Government lawyer August Flentje, however, argued that the order forcing the administration to provide abortions was “inconsistent with their profound respect for life,” according to BuzzFeed News.

“This is an unprecedented expansion of abortion jurisprudence,” Flentje said, according to BuzzFeed. Flentje then laid out the policy that the government prefers, under which the teens' constitutionally mandated right to an abortion would only be available to them if they left government custody to go to a sponsor or if they left the country entirely.

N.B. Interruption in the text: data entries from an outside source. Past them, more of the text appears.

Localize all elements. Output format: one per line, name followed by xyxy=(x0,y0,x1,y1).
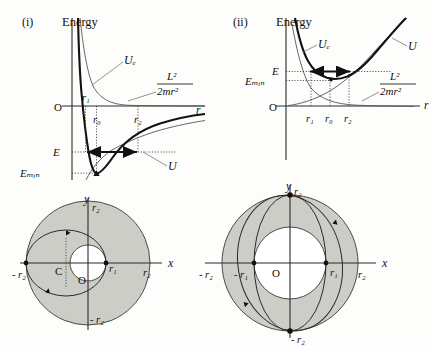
panel-ii-e-label: E xyxy=(271,65,279,77)
orbit-left-center-label: C xyxy=(55,265,62,277)
panel-i-centrifugal-leader xyxy=(128,92,156,101)
orbit-left-r2-right-label: r₂ xyxy=(143,267,151,278)
panel-ii-origin-label: O xyxy=(269,101,277,113)
orbit-right-r2-label: r₂ xyxy=(358,269,366,280)
panel-ii-x-axis-label: r xyxy=(424,99,429,111)
orbit-left-r1-label: r₁ xyxy=(109,263,117,274)
panel-ii-centrifugal-leader xyxy=(362,92,379,101)
orbit-left-y-axis-label: y xyxy=(83,192,90,206)
orbit-right-r1-marker xyxy=(324,261,329,266)
orbit-right-minus-r1-marker xyxy=(252,261,257,266)
panel-ii-r0-label: r₀ xyxy=(325,113,333,124)
panel-i-r0-label: r₀ xyxy=(93,114,101,125)
orbit-left-x-axis-label: x xyxy=(167,256,174,270)
panel-ii-u-leader xyxy=(392,38,407,46)
orbit-left-perihelion-marker xyxy=(104,261,109,266)
orbit-right-origin-label: O xyxy=(272,267,280,279)
panel-i-tag: (i) xyxy=(22,15,33,29)
orbit-right-r2-top-label: r₂ xyxy=(294,186,302,197)
panel-i-centrifugal-curve xyxy=(80,18,205,106)
orbit-right-r1-label: r₁ xyxy=(330,267,338,278)
panel-ii-centrifugal-numerator: L² xyxy=(389,70,400,82)
orbit-left-minus-r2-bottom-label: - r₂ xyxy=(90,314,104,325)
orbit-right-bottom-marker xyxy=(287,328,293,334)
panel-i-r2-label: r₂ xyxy=(134,114,142,125)
panel-i-emin-label: Eₘᵢₙ xyxy=(19,167,40,179)
panel-i-r1-label: r₁ xyxy=(82,92,90,103)
panel-i: (i) Energy O r r₁ r₀ r₂ E Eₘᵢₙ Uₑ xyxy=(19,15,205,180)
orbit-left-origin-label: O xyxy=(78,274,86,286)
panel-ii-r2-label: r₂ xyxy=(344,113,352,124)
orbit-right-minus-r2-bottom-label: - r₂ xyxy=(291,334,305,345)
orbit-diagram-right: x y - r₂ - r₁ r₁ r₂ r₂ - r₂ O xyxy=(199,179,388,345)
physics-figure: (i) Energy O r r₁ r₀ r₂ E Eₘᵢₙ Uₑ xyxy=(0,0,433,346)
panel-ii-r1-label: r₁ xyxy=(306,113,314,124)
orbit-right-y-axis-label: y xyxy=(285,179,292,193)
panel-ii-centrifugal-denominator: 2mr² xyxy=(380,85,402,97)
panel-ii-ue-label: Uₑ xyxy=(318,37,330,51)
panel-i-ue-leader xyxy=(92,62,123,85)
panel-i-e-label: E xyxy=(52,146,60,158)
orbit-diagram-left: x y - r₂ r₁ r₂ r₂ - r₂ C O xyxy=(12,192,174,330)
panel-i-u-label: U xyxy=(168,159,178,173)
panel-ii-emin-label: Eₘᵢₙ xyxy=(244,75,265,87)
orbit-right-x-axis-label: x xyxy=(381,256,388,270)
panel-ii: (ii) Energy O r E Eₘᵢₙ r₁ r₀ r₂ Uₑ xyxy=(233,15,429,160)
orbit-right-top-marker xyxy=(287,192,293,198)
panel-ii-u-label: U xyxy=(408,39,418,53)
panel-ii-ue-leader xyxy=(303,45,317,52)
orbit-right-minus-r2-label: - r₂ xyxy=(199,269,213,280)
panel-i-ue-label: Uₑ xyxy=(124,53,136,67)
panel-i-origin-label: O xyxy=(54,101,62,113)
orbit-right-minus-r1-label: - r₁ xyxy=(234,269,248,280)
orbit-left-aphelion-marker xyxy=(24,261,29,266)
panel-ii-energy-axis-label: Energy xyxy=(276,15,313,29)
panel-i-centrifugal-numerator: L² xyxy=(166,70,177,82)
panel-i-u-leader xyxy=(143,152,167,166)
orbit-left-r2-top-label: r₂ xyxy=(92,202,100,213)
panel-ii-tag: (ii) xyxy=(233,15,248,29)
orbit-left-minus-r2-label: - r₂ xyxy=(12,269,26,280)
panel-i-centrifugal-denominator: 2mr² xyxy=(157,85,179,97)
panel-i-ue-curve xyxy=(78,18,205,173)
panel-ii-minimum-marker xyxy=(329,78,333,82)
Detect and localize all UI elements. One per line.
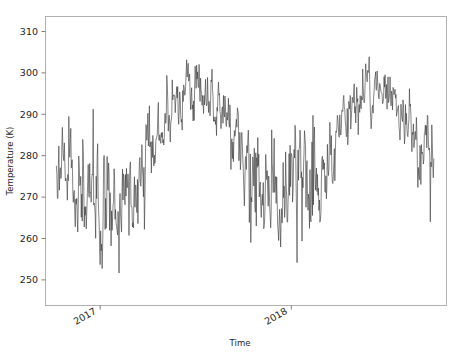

The push to block undocumented teens from abortion access stems from the Office of Refugee Resettlement, which is led by noted abortion-opponent E. Scott Lloyd. Lloyd has referred to abortion as “violence that has the ultimate destruction of another human being as its goal” and pushed for women to undergo a procedure meant to reverse abortions, despite the fact that this procedure has not been well tested.

In December 2017, Lloyd said in a deposition that undocumented teens' immigration status is reason enough for denying them abortions. A lawyer for the ACLU, however, called the administration's policies "a blatant abuse of power," according to NPR.

"The Trump administration's cruel policy of blocking young immigrant women in federal custody from accessing abortion is a blatant abuse of power," ACLU Reproductive Freedom Project Deputy Director Brigitte Amiri said in a statement, according to NPR, after a court issued the order blocking the administration's policies in March. "We are relieved that the court issued an order preventing the administration from continuing this practice while our case proceeds."

Six months after that, though, the question of whether the administration will succeed in blocking pregnant teens from accessing abortion is very much still an open one.